In a sign that Israel meant to stick to the truce, Prime Minister Benjamin Netanyahu’s government formally cancelled a state of national emergency it had launched at the start of the fighting.

A message from our Publisher & CEO Rachel Fishman Feddersen

I hope you appreciated this article. Before you go, I’d like to ask you to please support the Forward’s award-winning, nonprofit journalism during this critical time.

We’ve set a goal to raise $260,000 by December 31. That’s an ambitious goal, but one that will give us the resources we need to invest in the high quality news, opinion, analysis and cultural coverage that isn’t available anywhere else.

If you feel inspired to make an impact, now is the time to give something back.
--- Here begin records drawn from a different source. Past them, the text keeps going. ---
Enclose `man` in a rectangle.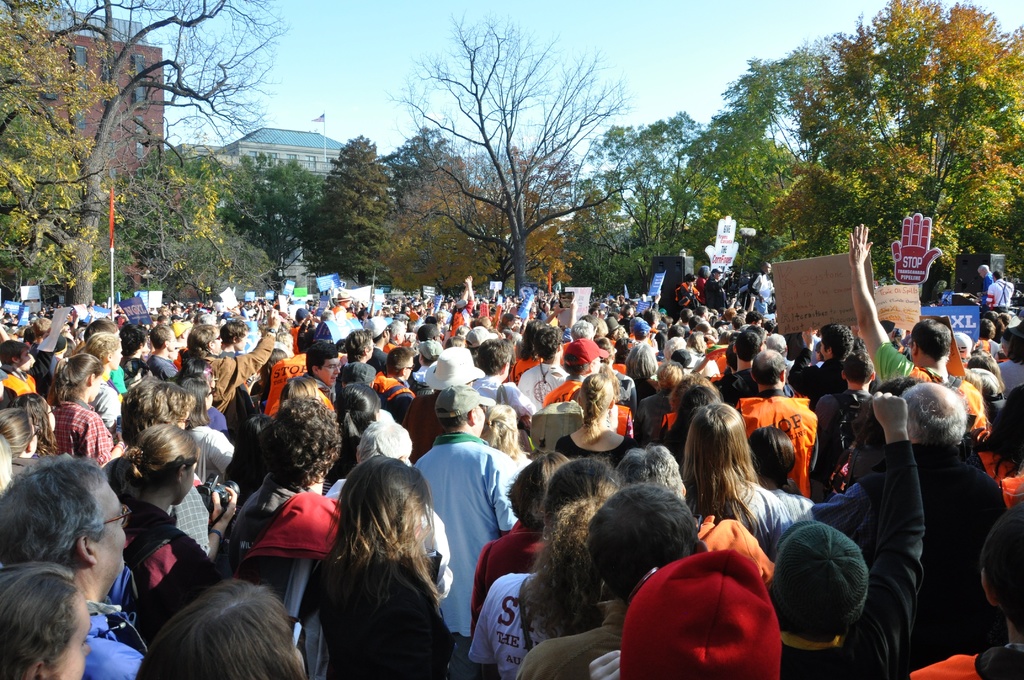
(left=118, top=322, right=148, bottom=384).
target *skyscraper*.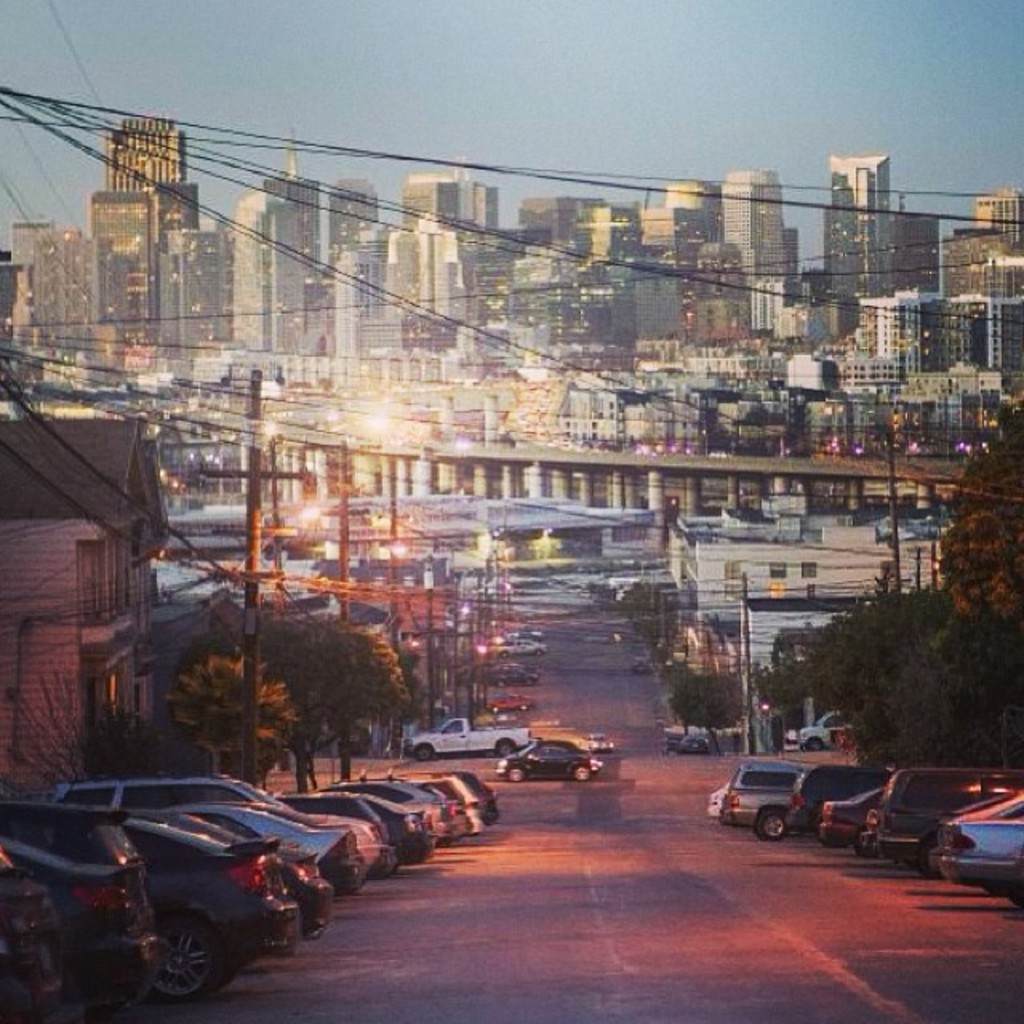
Target region: {"left": 258, "top": 126, "right": 326, "bottom": 286}.
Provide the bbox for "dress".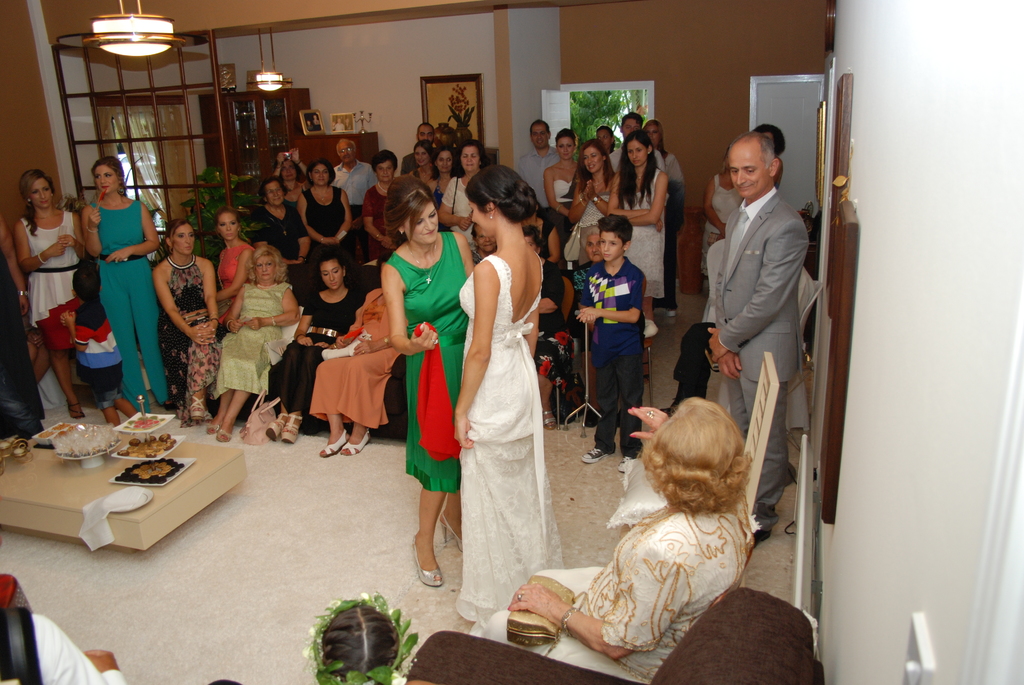
select_region(211, 280, 289, 400).
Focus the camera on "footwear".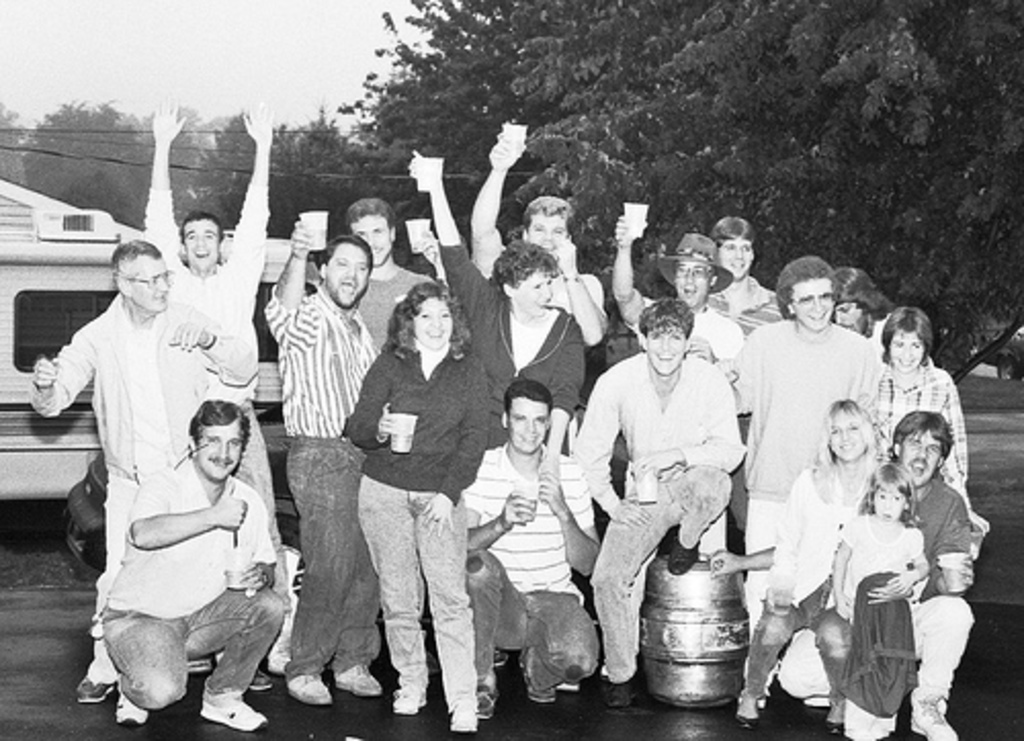
Focus region: x1=823 y1=712 x2=842 y2=733.
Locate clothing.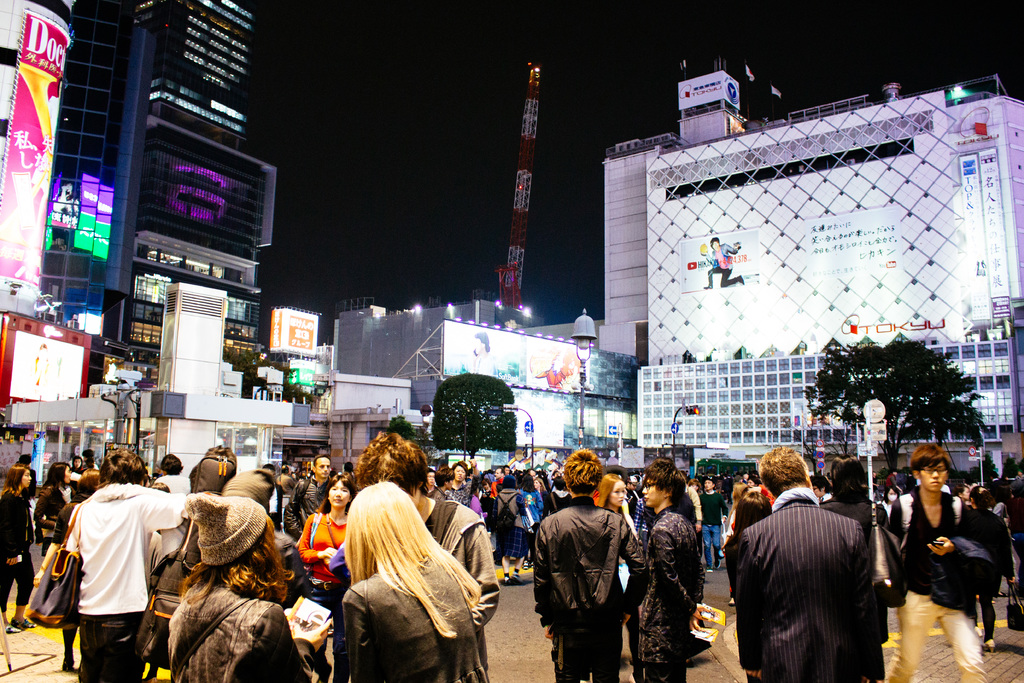
Bounding box: bbox=(636, 502, 710, 677).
Join us as a member at your most generous level.

—  Rachel Fishman Feddersen, Publisher and CEO

With your support, we’ll be ready for whatever 2025 brings.

Republish This Story

Please read before republishing

We’re happy to make this story available to republish for free, unless it originated with JTA, Haaretz or another publication (as indicated on the article) and as long as you follow our guidelines. You must credit the Forward, retain our pixel and preserve our canonical link in Google search.  See our full guidelines for more information, and this guide for detail about canonical URLs.

To republish, copy the HTML by clicking on the yellow button to the right; it includes our tracking pixel, all paragraph styles and hyperlinks, the author byline and credit to the Forward. It does not include images; to avoid copyright violations, you must add them manually, following our guidelines. Please email us at [email protected], subject line “republish,” with any questions or to let us know what stories you’re picking up.

We don't support Internet Explorer

Please use Chrome, Safari, Firefox, or Edge to view this site.